I also grew up playing card games. And invariably we’d have someone over, we’d go to play a game like say Crazy 8s, and we’d have to have a conversation about what the rules were. We played that 2s were pickup cards, 4s were miss a turns, 8s were wild, As could be played anytime as long as you had nothing else you could play OR the other person was on last card, Js were pick-up THREE, and the Queen of Spades was pick-up five. Some people didn’t use the 2s as anything special, or 4s were reverses. 8s and Js were almost always the same, some variation on the As. Q of Spades was hit/miss. We had to discuss the House Rules so we could play together.
Casinos have House Rules for certain games, of course, although there is fairly decent standardization. But for those who just play poker with friends, it is NOT uncommon to wind up playing with someone who has some weird-ass five-card poker with 3 two-card draws, one-eyed jacks and skip-3 counts (3, 6, and 9s, like pregnant 3s) are all wild, unless you have a red eight which nullifies all wilds. Etc. Etc. Etc.
House Rules. What works in one house isn’t what works in another.

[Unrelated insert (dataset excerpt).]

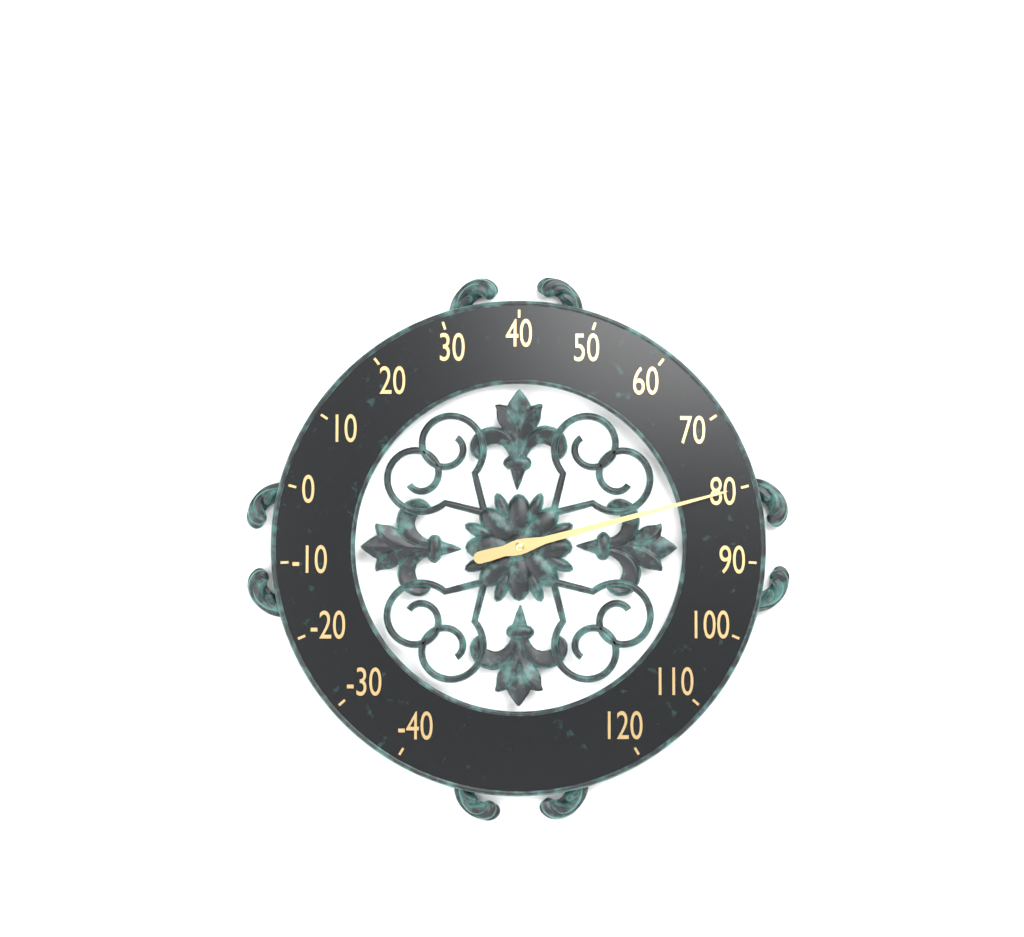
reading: 80 (no unit)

In lots of online fora, the phrase you see is “Your mileage may vary” (ripped off from car company ads). And while I still found a lot of people in the various challenges to be a couple of sandwiches short of a picnic in their passion for a made-up challenge, it is still fascinating to see the variety of ways in which people have tried to take a simple approach to a challenge (simulating a distance) and twisted/tweaked/adapted it to meet their goals. Right now, the big discussion is around the new Lord of the Rings Challenge. Where they have calculated how far the Fellowship went in the books. And now you can do that challenge. A fake challenge for a fictional place? And people are going GAGA over it. It makes ZERO sense to me. But some are REALLY into it. They took the official distances, and have researched the wikis online about LotR to figure out how many days it took them (186) and how long they did each sub-mode of transportation so they can MATCH exactly the books. Others are reading at the pace they’re going to walk. I mean, wow. That is some serious dedication.
As I said, I registered for the Giza challenge. It is 74.6km long, which is not much in the grand scheme of things. My father-in-law easily does that distance in a week, often within a few days even. I’ve given myself an official year to do it, and I’m hoping obviously that it won’t take that long. But my House Rules are that it is has to be unique walking that I wouldn’t have done originally. I hope, if it all works, that if I do another one, I would deduct some form of a baseline against future challenges; for me, I would want to see what I was doing “uniquely” to accomplish a new one, not simply what I was already accomplishing after the first one. Maybe I won’t deduct, maybe I won’t even finish the first one. But for now, I’m still with it.
House rules. It makes me think all those other approaches are a bit odd houses, but their house, their rule. I’ll stick to my approach for my challenge. And try not to get ahead of myself to figure out other ways to incorporate a similar gamification approach to some other challenges I have in mind.